1 Abo und 0 Abonnenten

Nam June Paik in New York · Part One

Nam June Paik in New York · Part One
Nam June Paik in New York · Part One
Nam June Paik - Zen for TV - 1963–90
From 24 May to 22 July 2022, Gagosian Gallery presents in New York the first part of "Art in Progress", an exhibition of the work of the South Korean artist Nam June Paik (1932-2006), a pioneer of video art.
Source: Gagosian Gallery · Image: Nam June Paik, 'Zen for TV', 1963-90, manipulated 19-inch colour television and acrylic paint, 49.5 × 43.2 × 43.2 cm (19 1/2 × 17 × 17 inches) © Nam June Paik Estate
In 2015, Gagosian Gallery acquired the rights to represent the legacy of Nam June Paik (1932-2006), one of the great pioneers of video art, organising in Hong Kong  the exhibition "The Late Style", the artist's first at the gallery. Seven years later, Paik returns to the gallery, this time in New York, with an exhibition organised in two parts, the first of which opens today. Following this first part of "Art in Progress", Gagosian Gallery will present the second part of the exhibition at a nearby venue from 19 July to 26 August.
The gallery explains that “melding an early training in classical music and subsequent interest in musical composition with radical, collaborative approaches to aesthetics and performance, Paik produced multimedia works that introduced the technology of television into the realm of fine art”, adding that “the first part of the exhibition surveys Paik’s practice as it developed over four decades. On view is a diverse selection of work ranging from early forays into multimedia to late paintings and video sculptures. The ‘Opus Paintings’ (1975)—a suite of small oil-on-canvas works scattered across the gallery wall—render the familiar, rotund form of the classic television set in fluid brushstrokes and weightless aerial suspension. Titled as a tribute to the location of his Manhattan studio, ‘359 Canal Street’ (1991) evokes the image of the artist’s workspace through an old-fashioned desk filled with newspaper clippings and letters from Paik’s associates, while cathode ray tubes affixed to the wall above conjure the generative power of a technologically interconnected world. The second part of ‘Art in Process’, at Gagosian’s Park & 75 gallery, will feature Paik’s trio of satellite broadcasts from the 1980s as well as a number of his intimate and elegiac “late style” televisions.”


## Problem requirements
Each entry is to be given again exactly; drop the images.

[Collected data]
◇ ◇ ◇ ◇ ◇ ◇ ◇
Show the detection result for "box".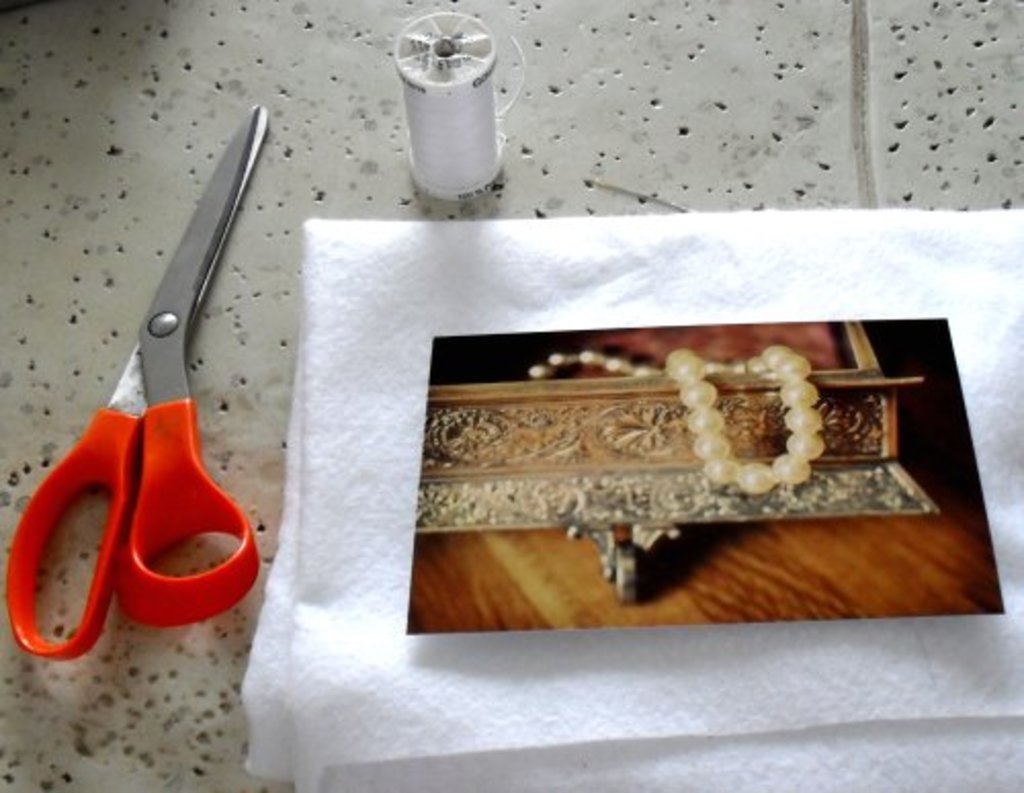
crop(399, 289, 938, 594).
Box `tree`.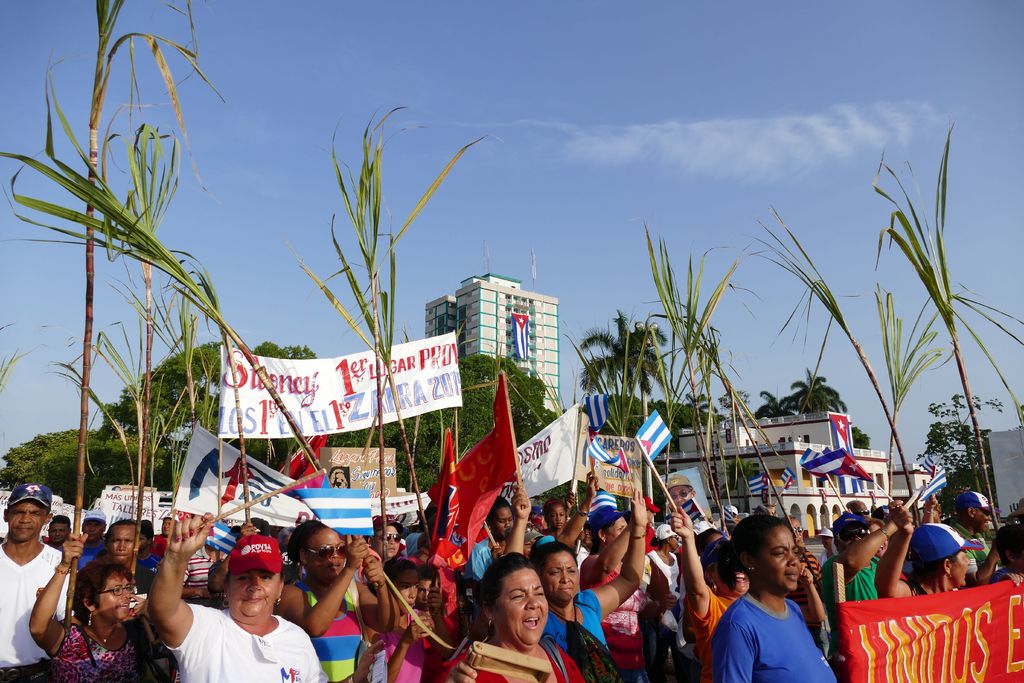
box(716, 384, 753, 431).
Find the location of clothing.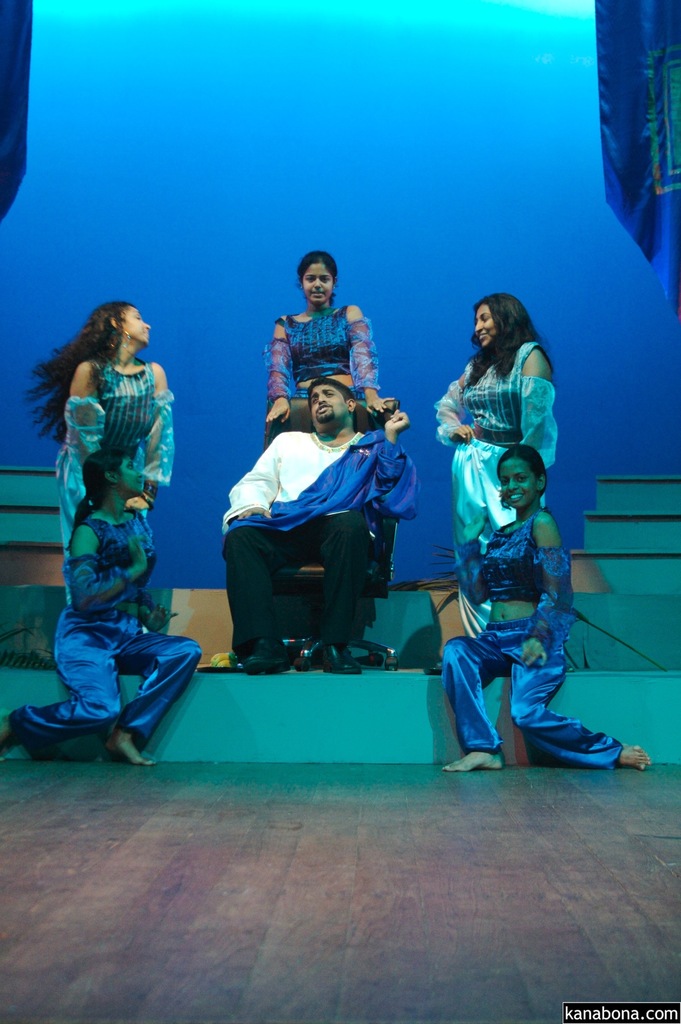
Location: x1=10 y1=500 x2=199 y2=764.
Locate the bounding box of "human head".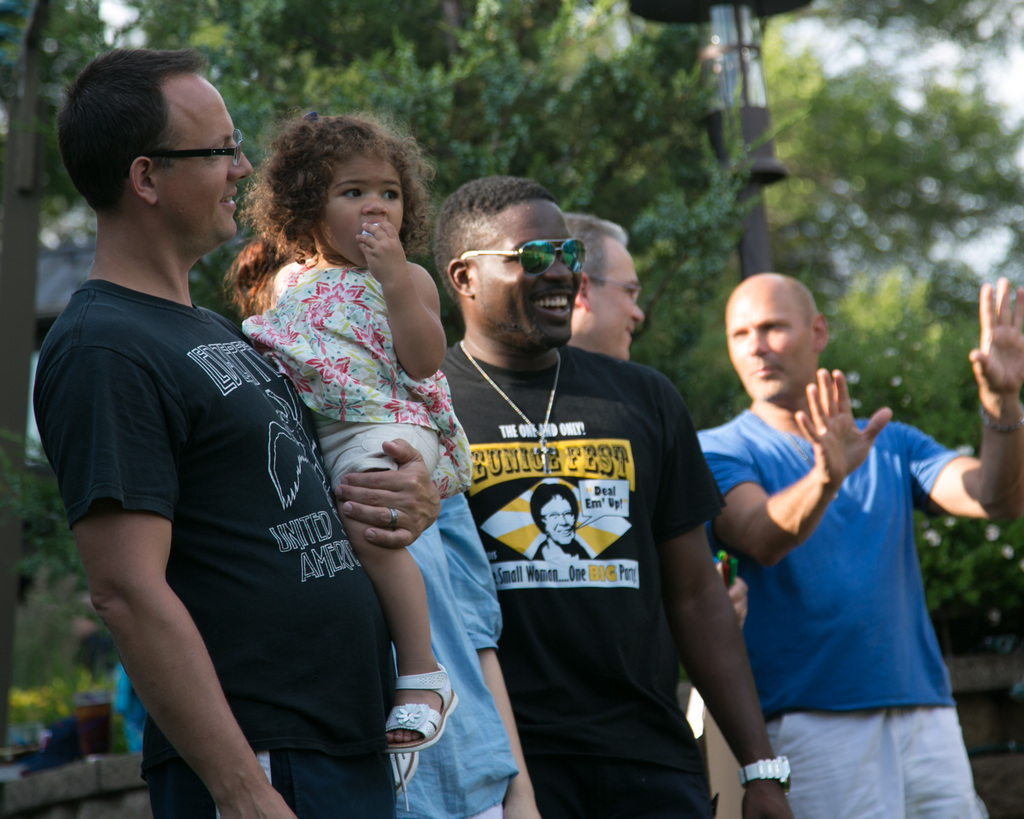
Bounding box: detection(565, 212, 644, 361).
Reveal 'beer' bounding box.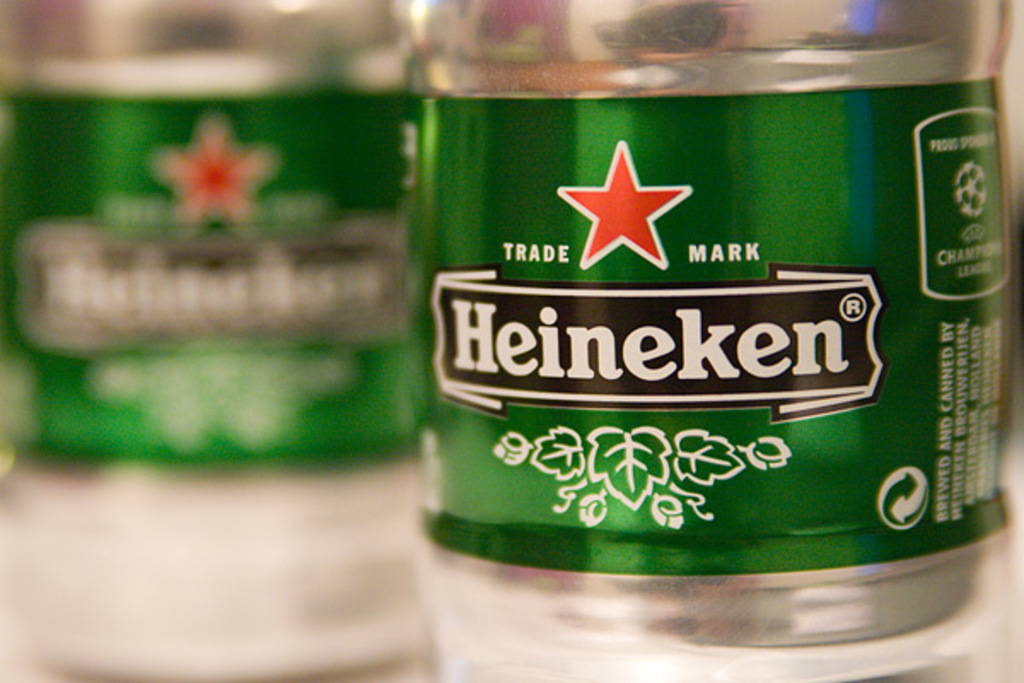
Revealed: x1=0, y1=0, x2=466, y2=681.
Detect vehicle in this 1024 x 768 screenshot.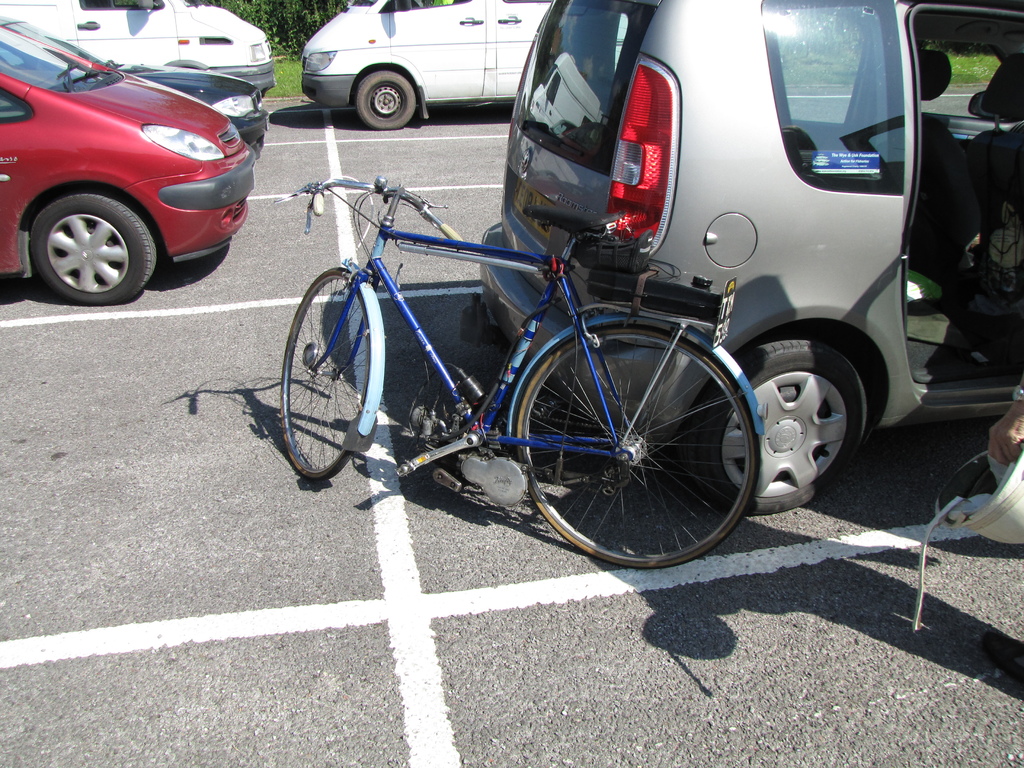
Detection: bbox=(0, 16, 257, 308).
◇ ◇ ◇ ◇ ◇ ◇ ◇
## Your solution
Show the detection result for "box".
crop(399, 289, 938, 594).
Box `tree`.
box(716, 384, 753, 431).
Find the location of clothing.
Location: x1=10 y1=500 x2=199 y2=764.
Locate the bounding box of "human head".
Bounding box: detection(565, 212, 644, 361).
Reveal 'beer' bounding box.
Revealed: x1=0, y1=0, x2=466, y2=681.
Detect vehicle in this 1024 x 768 screenshot.
Detection: bbox=(0, 16, 257, 308).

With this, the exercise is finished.